Mr Steyl said they had now recognised that the majority had benefited from the land and that they could not continue “swimming against the current”.
“We have to resolve the issue and the important thing is to ensure the agriculture sector moves on,” he said.
During the early days of land reform, some white commercial farmers took Government to court after losing the vast tracts of land they held.
“We cannot stop our members from pursuing individual cases in courts,” Mr Steyl said.
“Some CFU members approached the regional courts in Namibia, while the Dutch farmers approached their court.”
In 2000, CFU withdrew its offer of 180 farms for resettlement in protest against the compulsory acquisition of farms by the Government.
That same year, the then CFU president Mr Tim Henwood relaunched an application at the High Court contesting the compulsory acquisition of land for resettlement.
An agriculture expert yesterday said CFU has made a U-turn after realising that it had become irrelevant.

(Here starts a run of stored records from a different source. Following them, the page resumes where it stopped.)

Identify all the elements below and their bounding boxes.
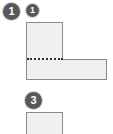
step-badge-3[interactable]: 3 <box>25 92 42 109</box>
dotted-division-line <box>27 58 63 60</box>
lower-rectangle <box>26 112 63 134</box>
l-shape-horizontal-arm <box>26 59 107 80</box>
step-badge-1[interactable]: 1 <box>3 3 20 20</box>
figure-canvas: 1 1 3 <box>0 0 113 134</box>
label-badge-1[interactable]: 1 <box>26 4 39 17</box>
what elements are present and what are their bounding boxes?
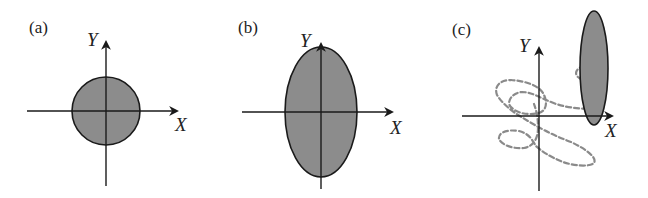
panel-a: (a) Y X <box>27 18 188 186</box>
figure: (a) Y X (b) Y X (c) Y X <box>0 0 648 198</box>
y-axis-label: Y <box>519 35 532 56</box>
x-axis-label: X <box>389 117 403 138</box>
panel-b-label: (b) <box>238 18 258 37</box>
panel-c-label: (c) <box>452 20 471 39</box>
narrow-ellipse-shape <box>580 11 608 125</box>
x-axis-label: X <box>604 120 618 141</box>
panel-b: (b) Y X <box>238 18 403 189</box>
y-axis-label: Y <box>300 30 313 51</box>
x-axis-label: X <box>174 114 188 135</box>
y-axis-label: Y <box>87 29 100 50</box>
panel-a-label: (a) <box>29 18 48 37</box>
panel-c: (c) Y X <box>452 11 618 191</box>
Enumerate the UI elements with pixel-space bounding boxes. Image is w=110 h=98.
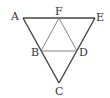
label-A: A — [10, 10, 20, 23]
label-C: C — [55, 85, 63, 98]
label-B: B — [31, 46, 39, 59]
inner-triangle — [41, 18, 77, 51]
segment-FB — [41, 18, 59, 51]
label-F: F — [55, 5, 63, 18]
triangle-diagram: A F E B D C — [0, 0, 110, 98]
label-E: E — [96, 11, 104, 24]
label-D: D — [79, 46, 88, 59]
segment-FD — [59, 18, 77, 51]
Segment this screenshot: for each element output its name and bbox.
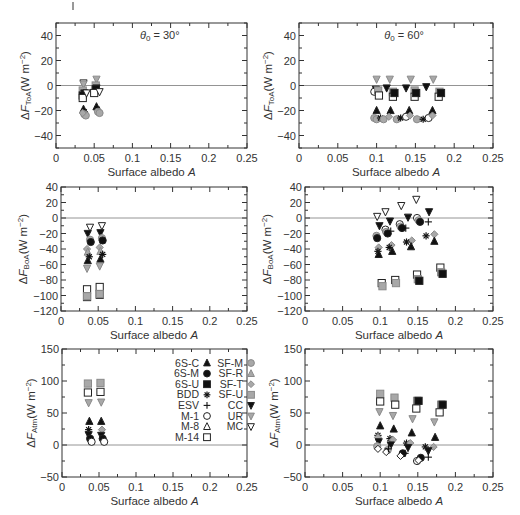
legend-label: M-14 xyxy=(175,431,199,443)
marker-triangle-down xyxy=(374,213,381,220)
y-tick-label: −20 xyxy=(277,105,296,117)
x-axis-title: Surface albedo A xyxy=(110,329,199,341)
marker-asterisk xyxy=(204,391,211,398)
marker-square xyxy=(97,388,104,395)
x-tick-label: 0.1 xyxy=(373,315,388,327)
x-axis-title: Surface albedo A xyxy=(352,166,441,178)
marker-triangle-down xyxy=(398,203,405,210)
marker-triangle-down xyxy=(389,412,396,419)
y-tick-label: 20 xyxy=(290,197,302,209)
marker-triangle-down xyxy=(431,419,438,426)
y-tick-label: −80 xyxy=(39,274,58,286)
y-tick-label: −120 xyxy=(277,305,302,317)
y-tick-label: 40 xyxy=(290,181,302,193)
marker-circle xyxy=(99,237,106,244)
marker-square xyxy=(436,409,443,416)
x-axis-title: Surface albedo A xyxy=(355,495,444,507)
marker-square xyxy=(96,290,103,297)
y-tick-label: 0 xyxy=(52,212,58,224)
marker-circle xyxy=(88,438,95,445)
marker-square xyxy=(379,283,386,290)
marker-square xyxy=(96,283,103,290)
legend-item-mc: MC xyxy=(227,420,255,432)
y-tick-label: −50 xyxy=(40,471,59,483)
x-tick-label: 0.1 xyxy=(128,481,143,493)
y-tick-label: −60 xyxy=(39,259,58,271)
marker-circle xyxy=(416,218,423,225)
marker-diamond xyxy=(248,381,255,388)
data-points xyxy=(371,76,445,123)
data-points xyxy=(79,76,103,119)
data-points xyxy=(84,379,107,445)
x-tick-label: 0.15 xyxy=(405,152,426,164)
x-axis-title: Surface albedo A xyxy=(107,166,196,178)
marker-triangle-up xyxy=(248,370,255,377)
marker-square xyxy=(439,270,446,277)
marker-square xyxy=(439,401,446,408)
x-tick-label: 0.05 xyxy=(327,152,348,164)
y-tick-label: 20 xyxy=(284,55,296,67)
y-tick-label: 0 xyxy=(290,80,296,92)
marker-triangle-down xyxy=(373,76,380,83)
marker-square xyxy=(413,89,420,96)
x-tick-label: 0.05 xyxy=(88,481,109,493)
marker-square xyxy=(97,379,104,386)
marker-triangle-up xyxy=(204,423,211,430)
y-tick-label: −40 xyxy=(283,243,302,255)
marker-triangle-up xyxy=(377,422,384,429)
marker-square xyxy=(415,397,422,404)
x-tick-label: 0.25 xyxy=(236,152,257,164)
panels: 00.050.10.150.20.25−40−2002040Surface al… xyxy=(16,23,504,507)
x-tick-label: 0 xyxy=(59,481,65,493)
panel-middle-right: 00.050.10.150.20.25−120−100−80−60−40−200… xyxy=(260,181,504,341)
marker-square xyxy=(83,286,90,293)
x-tick-label: 0.1 xyxy=(125,152,140,164)
marker-triangle-up xyxy=(86,417,93,424)
plot-canvas: 00.050.10.150.20.25−40−2002040Surface al… xyxy=(0,0,520,515)
marker-triangle-up xyxy=(387,106,394,113)
marker-triangle-down xyxy=(386,218,393,225)
x-tick-label: 0.1 xyxy=(369,152,384,164)
x-tick-label: 0.25 xyxy=(482,152,503,164)
y-axis-title: ΔFToA(W m−2) xyxy=(18,51,33,120)
marker-square xyxy=(248,391,255,398)
marker-asterisk xyxy=(422,232,429,239)
marker-triangle-down xyxy=(248,413,255,420)
y-tick-label: 0 xyxy=(53,439,59,451)
x-tick-label: 0.2 xyxy=(448,481,463,493)
y-tick-label: −20 xyxy=(39,228,58,240)
x-tick-label: 0.05 xyxy=(83,152,104,164)
y-tick-label: 150 xyxy=(41,343,59,355)
x-tick-label: 0.25 xyxy=(236,481,257,493)
x-tick-label: 0.25 xyxy=(236,315,257,327)
marker-triangle-down xyxy=(248,403,255,410)
x-tick-label: 0 xyxy=(296,152,302,164)
x-tick-label: 0.15 xyxy=(407,315,428,327)
y-tick-label: −20 xyxy=(34,105,53,117)
marker-square xyxy=(84,380,91,387)
x-tick-label: 0.1 xyxy=(128,315,143,327)
solar-zenith-annotation: θ0 = 60° xyxy=(384,29,424,43)
y-axis-title: ΔFBoA(W m−2) xyxy=(16,214,31,284)
panel-middle-left: 00.050.10.150.20.25−120−100−80−60−40−200… xyxy=(16,181,258,341)
y-tick-label: 0 xyxy=(47,80,53,92)
marker-square xyxy=(204,434,211,441)
marker-triangle-down xyxy=(413,196,420,203)
x-tick-label: 0.15 xyxy=(160,152,181,164)
marker-triangle-up xyxy=(373,106,380,113)
data-points xyxy=(83,223,106,301)
x-tick-label: 0.05 xyxy=(332,315,353,327)
y-tick-label: −20 xyxy=(283,228,302,240)
marker-triangle-down xyxy=(409,416,416,423)
y-tick-label: −40 xyxy=(39,243,58,255)
marker-triangle-up xyxy=(390,425,397,432)
x-tick-label: 0 xyxy=(302,481,308,493)
y-axis-title: ΔFToA(W m−2) xyxy=(261,51,276,120)
y-tick-label: 40 xyxy=(41,30,53,42)
y-axis-title: ΔFBoA(W m−2) xyxy=(260,214,275,284)
y-tick-label: 100 xyxy=(284,375,302,387)
x-tick-label: 0.15 xyxy=(162,315,183,327)
y-axis-title: ΔFAtm(W m−2) xyxy=(24,378,39,448)
solar-zenith-annotation: θ0 = 30° xyxy=(140,29,180,43)
marker-square xyxy=(392,280,399,287)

“They are seeking relevance. They have been thrown in the political and economic wilderness and made irrelevant in the country’s production matrix. CFU has realised that the whole structure they depended on failed to get into power and now they are shifting their allegiance to support the policies of Zanu-PF. It’s a pity they are talking of moving the agriculture sector forward as if the sector is stagnant.
“They took a back seat thinking production would crumble yet the opposite is true. They unfortunately talk of wanting to revive the agriculture sector as if it has collapsed when we all know that it is vibrant and rebounding”.
The expert said the CFU had simply realised that “its party of choice” may never get into power and would rather support the policies of a progressive party.
“Look at our tobacco production. There has been a steady rise from less than 100 million kg when we took back our land to 144 million last season and I see the crop rebounding to 200 million this season.”
Several recent surveys have pointed to a Zanu-PF victory in the harmonised elections set to be held by June 29 amid indications the MDC-T’s western constituency has realised the party had no capacity to unseat Zanu-PF.
Analysts say this realisation accounts for the recent move by the British government to re-engagement Zanu-PF, and accounts for the CFU’s campaign to work with Government.
The analysts say the CFU wouldn’t have made the overtures it is making if it believed the MDC-T would win the harmonised elections as it would have waited for returns made on its investment into the MDC-T.